Improving Investment Portfolios with Seemingly Inferior Assets

Imagine you are building a balanced meal, not just for today, but for your long-term health. You know you need protein, carbohydrates, and vegetables. Let’s say you are already including plenty of protein and carbs, which are like your high-performing, well-known assets in the investment world. These are the assets that everyone talks about, the ones that seem obviously good.

Now, consider adding vegetables to your meal. On their own, vegetables might not seem as exciting or immediately impactful as a juicy steak or a bowl of pasta. They might even seem ‘inferior’ in terms of providing instant energy or building muscle quickly. However, vegetables bring essential vitamins, minerals, and fiber to your diet. They contribute to your overall health and well-being in ways that protein and carbs alone cannot.

This is similar to how adding seemingly ‘inferior’ assets can improve your investment portfolio, specifically in relation to something called the efficient frontier. Think of the efficient frontier as the boundary of the best possible investment options. It’s a curve on a graph that shows you, for any given level of risk you are willing to take, what the highest possible return you can expect is, and conversely, for any desired return, what the lowest possible risk you must accept is. Portfolios that lie on this frontier are considered ‘efficient’ because they offer the best risk-return trade-off.

Now, how can adding assets that look less impressive on their own actually push this frontier outwards, making it better? The key lies in diversification and correlation. Assets that seem ‘inferior’ in isolation might behave differently from your already strong assets under different market conditions. Think of it like this: if your portfolio is heavily invested in technology stocks, which are like your protein-rich foods, it might perform very well when the tech sector is booming. However, if the tech sector faces a downturn, your entire portfolio could suffer significantly.

Adding assets that are less correlated with technology stocks, perhaps assets in different sectors like utilities or real estate, or even different asset classes like bonds or commodities, is like adding vegetables to your meal. These assets might not generate the same explosive growth as tech stocks in a tech boom, hence appearing ‘inferior’ in a direct comparison during that period. However, they tend to react differently to market changes. For example, when tech stocks decline, utilities or bonds might hold their value or even increase, acting as a buffer in your portfolio.

This difference in behavior is crucial. When you combine assets that don’t move in lockstep, you reduce the overall volatility or risk of your portfolio. Imagine you have two friends helping you move furniture. One is incredibly strong but only available on sunny days. The other is not as strong but is reliable rain or shine. If you only rely on the strong friend, you are stuck if it rains. But by using both, you have a more reliable moving team, even though the second friend is less impressive on their own in terms of raw strength.

By adding these less correlated, seemingly ‘inferior’ assets, you are not necessarily increasing the highest possible return you can achieve in a perfect market scenario. Instead, you are smoothing out the ride. You are reducing the dips in your portfolio’s value during market downturns without significantly sacrificing potential gains during upturns. This improved risk-return profile effectively shifts the efficient frontier outwards and upwards. You are now able to achieve a higher return for the same level of risk, or take on less risk for the same potential return, compared to a portfolio composed only of those initially ‘superior’ assets.

Therefore, the power of diversification lies in combining assets with different characteristics, even those that might appear less attractive individually. It’s about building a well-rounded, resilient portfolio, much like building a balanced and healthy diet. By strategically adding these seemingly ‘inferior’ assets, you are actually making your overall investment strategy more efficient and robust, pushing the boundaries of what you can achieve in terms of risk and return.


Task statement →
Where a line in the listing below holds the word "retrocardiac", count that line; give the total alone.

'''

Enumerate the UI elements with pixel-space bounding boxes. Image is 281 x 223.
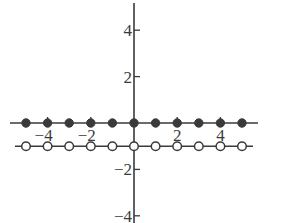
chart: 42−2−4−4−224 bbox=[0, 0, 281, 223]
open-point bbox=[22, 142, 31, 151]
y-tick-label: 4 bbox=[124, 21, 133, 40]
filled-point bbox=[43, 119, 51, 127]
filled-point bbox=[108, 119, 116, 127]
filled-point bbox=[173, 119, 181, 127]
open-point bbox=[108, 142, 117, 151]
y-tick-label: −4 bbox=[114, 207, 133, 223]
open-point bbox=[238, 142, 247, 151]
filled-point bbox=[216, 119, 224, 127]
filled-point bbox=[151, 119, 159, 127]
open-point bbox=[87, 142, 96, 151]
y-tick-label: −2 bbox=[114, 160, 132, 179]
filled-point bbox=[130, 119, 138, 127]
open-point bbox=[195, 142, 204, 151]
filled-point bbox=[22, 119, 30, 127]
open-point bbox=[43, 142, 52, 151]
filled-point bbox=[65, 119, 73, 127]
filled-point bbox=[195, 119, 203, 127]
open-point bbox=[65, 142, 74, 151]
filled-point bbox=[238, 119, 246, 127]
open-point bbox=[216, 142, 225, 151]
open-point bbox=[173, 142, 182, 151]
filled-point bbox=[87, 119, 95, 127]
y-tick-label: 2 bbox=[124, 68, 133, 87]
open-point bbox=[151, 142, 160, 151]
open-point bbox=[130, 142, 139, 151]
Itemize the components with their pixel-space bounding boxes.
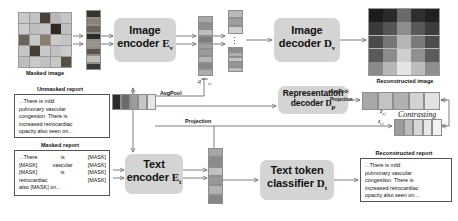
image-patch bbox=[61, 35, 71, 45]
z-text-row bbox=[394, 119, 442, 134]
token-cell bbox=[208, 195, 223, 204]
token-cell bbox=[362, 92, 378, 110]
text-token-classifier-module[interactable]: Text token classifier Dt bbox=[260, 160, 334, 200]
report-token: is bbox=[61, 154, 65, 162]
image-decoder-line2-text: decoder bbox=[279, 37, 321, 49]
report-token: also [MASK] on... bbox=[19, 184, 61, 192]
image-patch bbox=[369, 22, 383, 35]
token-cell bbox=[198, 49, 213, 56]
reconstructed-report-caption: Reconstructed report bbox=[352, 150, 456, 156]
token-cell bbox=[86, 63, 101, 71]
token-cell bbox=[208, 185, 223, 194]
representation-decoder-line2: decoder Dp bbox=[291, 98, 335, 112]
text-encoder-line2: encoder Et bbox=[127, 171, 182, 189]
image-encoder-module[interactable]: Image encoder Ev bbox=[114, 18, 176, 62]
token-cell bbox=[409, 92, 425, 110]
image-encoder-line2: encoder Ev bbox=[117, 37, 173, 55]
reconstructed-image-grid bbox=[369, 9, 439, 75]
report-token: [MASK] bbox=[88, 169, 106, 177]
image-patch bbox=[19, 57, 29, 67]
report-token: is bbox=[61, 169, 65, 177]
token-cell bbox=[404, 119, 414, 136]
report-line: [MASK]is[MASK] bbox=[19, 169, 106, 177]
token-cell bbox=[208, 157, 223, 166]
report-line: ...There is mild bbox=[19, 98, 106, 106]
token-cell bbox=[198, 29, 213, 36]
image-patch bbox=[425, 49, 439, 62]
token-cell bbox=[112, 94, 121, 110]
image-patch bbox=[40, 35, 50, 45]
image-patch bbox=[61, 13, 71, 23]
token-cell bbox=[432, 119, 442, 136]
image-patch bbox=[411, 62, 425, 75]
projection-text-label: Projection bbox=[185, 118, 211, 124]
report-token: [MASK] bbox=[19, 169, 37, 177]
text-encoder-line2-text: encoder bbox=[127, 171, 169, 183]
unmasked-report-box: ...There is mildpulmonary vascularconges… bbox=[14, 94, 110, 138]
token-cell bbox=[198, 23, 213, 30]
token-cell bbox=[208, 167, 223, 176]
report-line: increased retrocardiac bbox=[19, 121, 106, 129]
image-patch bbox=[19, 46, 29, 56]
report-token: retrocardiac bbox=[19, 177, 47, 185]
masked-report-box: ...Thereis[MASK][MASK]vascular[MASK][MAS… bbox=[14, 150, 110, 196]
report-token: [MASK] bbox=[19, 162, 37, 170]
projection-small-label: Projection bbox=[330, 97, 352, 102]
ellipsis-dots bbox=[228, 34, 241, 47]
text-encoder-line1: Text bbox=[143, 158, 164, 171]
token-cell bbox=[208, 148, 223, 157]
token-cell bbox=[121, 94, 130, 110]
image-patch bbox=[425, 36, 439, 49]
text-token-classifier-symbol: Dt bbox=[317, 177, 327, 189]
text-encoder-module[interactable]: Text encoder Et bbox=[125, 154, 183, 194]
token-cell bbox=[86, 33, 101, 41]
image-patch bbox=[397, 22, 411, 35]
token-cell bbox=[86, 18, 101, 26]
image-patch bbox=[369, 9, 383, 22]
text-token-classifier-line2: classifier Dt bbox=[267, 177, 327, 195]
image-patch bbox=[51, 35, 61, 45]
image-patch bbox=[383, 49, 397, 62]
representation-decoder-line2-text: decoder bbox=[291, 98, 323, 108]
token-cell bbox=[228, 18, 243, 26]
image-patch bbox=[369, 36, 383, 49]
image-patch bbox=[397, 36, 411, 49]
contrasting-label: Contrasting bbox=[398, 110, 436, 119]
image-patch bbox=[40, 57, 50, 67]
image-patch bbox=[383, 62, 397, 75]
image-patch bbox=[61, 57, 71, 67]
image-patch bbox=[30, 35, 40, 45]
image-patch bbox=[411, 36, 425, 49]
token-cell bbox=[423, 119, 433, 136]
report-line: also [MASK] on... bbox=[19, 184, 106, 192]
report-line: pulmonary vascular bbox=[19, 106, 106, 114]
token-cell bbox=[198, 16, 213, 23]
z-visual-label: zv,i bbox=[380, 108, 386, 116]
avgpool-main-label: AvgPool bbox=[160, 90, 182, 96]
image-patch bbox=[425, 22, 439, 35]
report-line: ...There is mild bbox=[365, 162, 448, 170]
token-cell bbox=[130, 94, 139, 110]
avgpool-small-label: AvgPool bbox=[330, 89, 348, 94]
masked-image-caption: Masked image bbox=[10, 70, 80, 76]
image-patch bbox=[411, 22, 425, 35]
report-line: retrocardiac[MASK] bbox=[19, 177, 106, 185]
reconstructed-report-box: ...There is mildpulmonary vascularconges… bbox=[360, 158, 452, 202]
token-cell bbox=[86, 48, 101, 56]
token-cell bbox=[393, 92, 409, 110]
reconstructed-image bbox=[368, 8, 440, 76]
image-patch bbox=[51, 24, 61, 34]
image-decoder-line2: decoder Dv bbox=[279, 37, 335, 55]
report-line: opacity also seen on... bbox=[19, 128, 106, 136]
token-cell bbox=[394, 119, 404, 136]
image-encoder-symbol: Ev bbox=[162, 37, 173, 49]
image-patch bbox=[30, 46, 40, 56]
image-encoder-line1: Image bbox=[129, 24, 160, 37]
image-patch bbox=[19, 24, 29, 34]
masked-image-grid bbox=[19, 13, 71, 67]
image-decoder-module[interactable]: Image decoder Dv bbox=[274, 18, 340, 62]
image-patch bbox=[411, 49, 425, 62]
text-encoder-symbol: Et bbox=[172, 171, 181, 183]
image-patch bbox=[397, 49, 411, 62]
q-visual-label: qsumv,i bbox=[198, 76, 211, 86]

'''

Response to this task →
3